While I’m intrigued by the notions proposed for inventing artificial daylight, wouldn’t it be simpler to adjust the length of an hour according to the seasons?
Dad was in the FAA. His weekly schedule was:
16:00 - 24:00
14:00 - 22:00
12:00 - 20:00
05:30 - 13:30
and then back on at 00:00 - 0800.
It was rough.
Now that is simply abusive.
Really?
So, when I say “I’ll see you in an hour,” it means a different length of time depending on what month it is? Would you have to print all new cookbooks that are month-centric?
BTW, there was a huge thread on this subject not too long ago:
Time isn’t holding up.
It just keeps on slippin’, slippin’, slippin’ into the future.
It’s been done. They decided it wasn’t for them:
If people are so concerned about their kids going to school in the dark with year round DST, why not start the school day later (and even working hours later)?
But, in our current system, that’s what the period of standard time is. A collective agreement to do everything an hour later, relative to the majority of the year.
Obviously it would be silly to move the clocks by an hour and also move all our schedules by an hour. But I think the suggestion is just to move the school hours during Standard Time.
Don’t know where you’re living (you don’t have your location in your avatar) or what times you get up and go to bed; but there are large numbers of people for whom it doesn’t work that way. I’m somewhat puzzled that you can read this thread and not realize that.
Multiple times in this thread; including about half a dozen posts before you (as well, I note, as also after you):
There, I suspect, is something we can all agree with.
That’s my vote also.
And everybody’s workday becomes drastically longer in the summer than in the winter, leaving little or no time for sleep or anything else if one lives far north enough?
That’s not going to go over well at all. – yes, I suppose every business and government office could adjust their clock times every now and then; but I don’t see how that’s any simpler, and unless there’s a uniform law stating how they had to do that it would be a whole lot more complicated. And even if there were you’d have to rewrite all the overtime laws, which wouldn’t be simple at all.
Ay yi yi.
Not to mention everything else that requires timing; some of which requires timing a lot more precise than cooking generally does. You’d have to re-define minutes and seconds and components of them so they no longer had anything to do with the length of hours.
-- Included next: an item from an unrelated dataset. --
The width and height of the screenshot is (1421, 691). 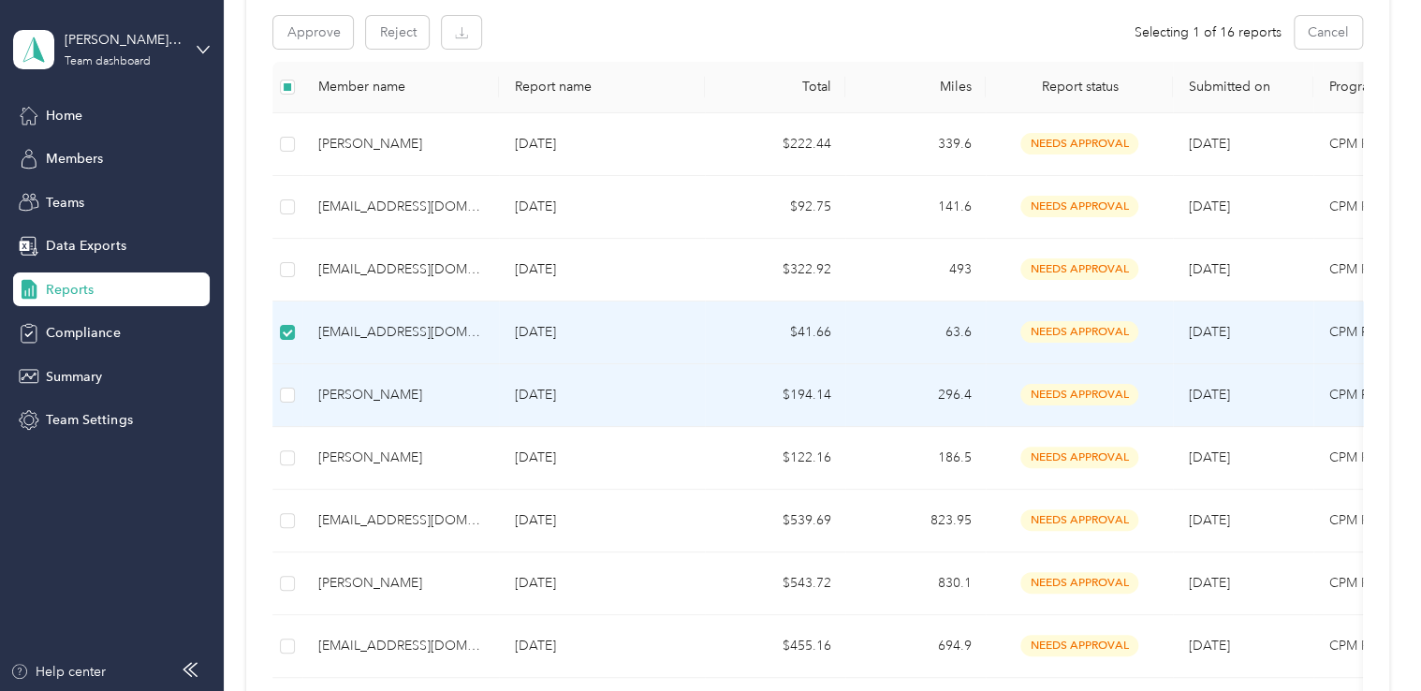 What do you see at coordinates (775, 458) in the screenshot?
I see `td: $122.16` at bounding box center [775, 458].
A lot of people have the timing of their work lives coordinated around their kids’ school hours. You’d either have to move the hours also of a lot of businesses (presumably each of them individually), or upend a lot of people’s lives.
I’m not puzzled that there exist some people who are affected by the time change. I totally disagree with the assertion that, as I already quoted:
“Your body clock stays with (natural) light not with the clock on your wall,” Klerman said. “And there’s no evidence that your body fully shifts to the new time.”
Why?
I can see that this may not be a factor that affects you. But why are you so certain that what Klerman said isn’t true for anybody? Have you done research into the matter, or have cites you can show?
(And I still don’t see why its always being light when you personally get up in the morning has anything to do with the matter.)
I didn’t say it wasn’t true for anybody. The quote says “there’s no evidence.” Well there damn sure is evidence, which is that I get up at the same time everyday.
And I mentioned it being light out because, again, the quote says that your body’s clock stays with the natural light. So why doesn’t every person always wake up when the sun rises?
In that quote Klerman is not saying it’s true for some people - she’s saying it’s true across the board. Which as just as inaccurate as saying it affects no one.
California just did something like this, only all year. Every school had to start between 30 minutes and an hour later this year. Some bullshit about how teens need more sleep. I reserve judgement, but I anticipate that the impact due to sports will cause the state to reverse itself before too long.
Personally, I have zero problems with the twice-yearly switch. Doesn’t bother me at all.
That isn’t evidence at all, because you say it’s always light out. – wait a minute, are you saying that the morning after the clocks change, you always automatically wake up, with no alarm, at the same clock time, even though that’s an hour later or earlier than you woke up every day for months before? That is really weird.
And in any case, it isn’t evidence, unless the quote is taken to mean ‘this applies to every single person on the planet’; which I doubt would be a safe thing to say about much of anything.
Three reasons, at least: one being that people vary, and the effect’s going to be stronger in some people than others; another being that degree of tiredness and amount of earlier sleep that night varies, and being sufficiently tired can override the effect; and three being that most people in modern life get so much artificial light at various times when the sun’s down, and/or sleep with curtains pulled so that they don’t get much light from the sunrise, that the effect is diluted.
I think there’s actually quite a bit of research on that.
Whether it overwhelms other reasons for the timing may be a question.
So then you too disagree with that quote.
I really have no idea why you seem to be taking me disagreeing that that quote is true for every single person with some kind of attack on you.
I didn’t take it to apply equally to everybody, but to apply only to the people who do have a significant problem with time shifts. I haven’t read the entire work in question, so I don’t know which way it was meant.
I have no idea why you think that I think you’re attacking me. I don’t.